In particular, since primitives are trivially cloneable, any operation which returns them would suffer virtually no overhead vs. the current realms proposal, when communicating across the boundaries. This can account for a large number of use cases: e.g., most computation use cases, or the test framework use case (where it's just passing console.log strings across), or many of the interesting virtualization cases. Other cases will be covered by small objects or arrays, for which the structured clone overhead is quite small (less than JSON serialization and parsing). It's only the case of needing to return a large, nested object graph where there might be a noticeable performance disadvantage.
It's also worth noting that although this proposal does have a lower theoretical performance ceiling than the current realms proposal, it's probably comparable to the current realms proposal plus the associated membrane machinery that's needed to preserve encapsulation. There might be interesting tradeoffs in the large nested object graph case. There, structured cloning across the boundary means a larger up-front cost, but after that initial cost is paid, subsequent accesses throughout the large object graph are fast and well-optimized. Whereas membrane use means every access throughout the wrapped object graph incurs membrane-related overhead.

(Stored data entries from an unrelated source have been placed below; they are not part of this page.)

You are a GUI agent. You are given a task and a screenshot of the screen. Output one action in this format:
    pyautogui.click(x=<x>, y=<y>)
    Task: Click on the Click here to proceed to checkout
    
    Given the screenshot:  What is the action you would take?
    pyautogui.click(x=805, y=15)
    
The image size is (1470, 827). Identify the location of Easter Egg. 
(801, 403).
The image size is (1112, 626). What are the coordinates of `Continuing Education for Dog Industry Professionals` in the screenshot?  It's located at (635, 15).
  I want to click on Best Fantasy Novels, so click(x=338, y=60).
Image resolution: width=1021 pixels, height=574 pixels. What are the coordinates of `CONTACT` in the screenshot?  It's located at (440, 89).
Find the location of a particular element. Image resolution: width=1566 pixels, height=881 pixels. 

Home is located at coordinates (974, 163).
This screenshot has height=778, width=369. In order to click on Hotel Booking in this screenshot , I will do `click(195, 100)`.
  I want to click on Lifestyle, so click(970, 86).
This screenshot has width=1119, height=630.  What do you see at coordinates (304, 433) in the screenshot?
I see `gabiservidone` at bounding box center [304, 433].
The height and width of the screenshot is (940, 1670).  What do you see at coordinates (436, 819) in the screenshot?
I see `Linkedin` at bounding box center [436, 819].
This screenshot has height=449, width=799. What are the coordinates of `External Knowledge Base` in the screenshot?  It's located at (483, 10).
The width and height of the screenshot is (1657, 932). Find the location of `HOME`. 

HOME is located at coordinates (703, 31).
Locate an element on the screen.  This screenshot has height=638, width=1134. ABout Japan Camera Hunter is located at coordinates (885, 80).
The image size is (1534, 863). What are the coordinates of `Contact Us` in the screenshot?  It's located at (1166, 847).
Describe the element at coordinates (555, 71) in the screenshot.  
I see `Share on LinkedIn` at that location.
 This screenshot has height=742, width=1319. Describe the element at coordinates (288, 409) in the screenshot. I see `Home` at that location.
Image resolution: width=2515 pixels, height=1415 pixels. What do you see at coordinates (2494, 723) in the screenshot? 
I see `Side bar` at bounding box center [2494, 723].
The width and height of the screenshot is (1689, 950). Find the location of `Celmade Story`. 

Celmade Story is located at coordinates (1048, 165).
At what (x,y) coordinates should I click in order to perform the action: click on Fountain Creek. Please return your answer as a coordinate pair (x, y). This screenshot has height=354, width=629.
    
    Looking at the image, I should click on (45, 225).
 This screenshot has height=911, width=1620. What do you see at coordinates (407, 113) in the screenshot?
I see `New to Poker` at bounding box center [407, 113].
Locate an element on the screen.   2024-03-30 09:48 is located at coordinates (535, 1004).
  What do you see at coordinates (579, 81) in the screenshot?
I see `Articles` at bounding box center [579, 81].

Finally, I haven't thought much about this, but you could probably get ultimate performance™ by passing in a SharedArrayBuffer and doing all communication through that.
Conclusion
I'm optimistic that this proposal removes the most dangerous feature of realms, which is that they advertise themselves as an encapsulation mechanism, but it is extremely easy to shoot oneself in the foot and break encapsulation. This encapsulated-by-default proposal would bring realms onto the same footing as other encapsulation proposals such as trusted types or private fields, and thus make it more congruent with web platform goals.
There still remains a danger with people over-using realms when they need security or performance isolation, beyond just encapsulation. This still weighs heavily on me, and its conflict with the direction the web is going (per #238) makes me still prefer not providing a realms API at all, in order to avoid such abuse. But I recognize there are cases where synchronous access to another computation environment is valuable, and I think if we curtailed the footgun-by-default nature of realms by prohibiting direct cross-realm object access, I could make peace with the proposal.
I look forward to hearing your thoughts, and hope we can meet on this "middle ground" between no realms on the web, and the current proposal.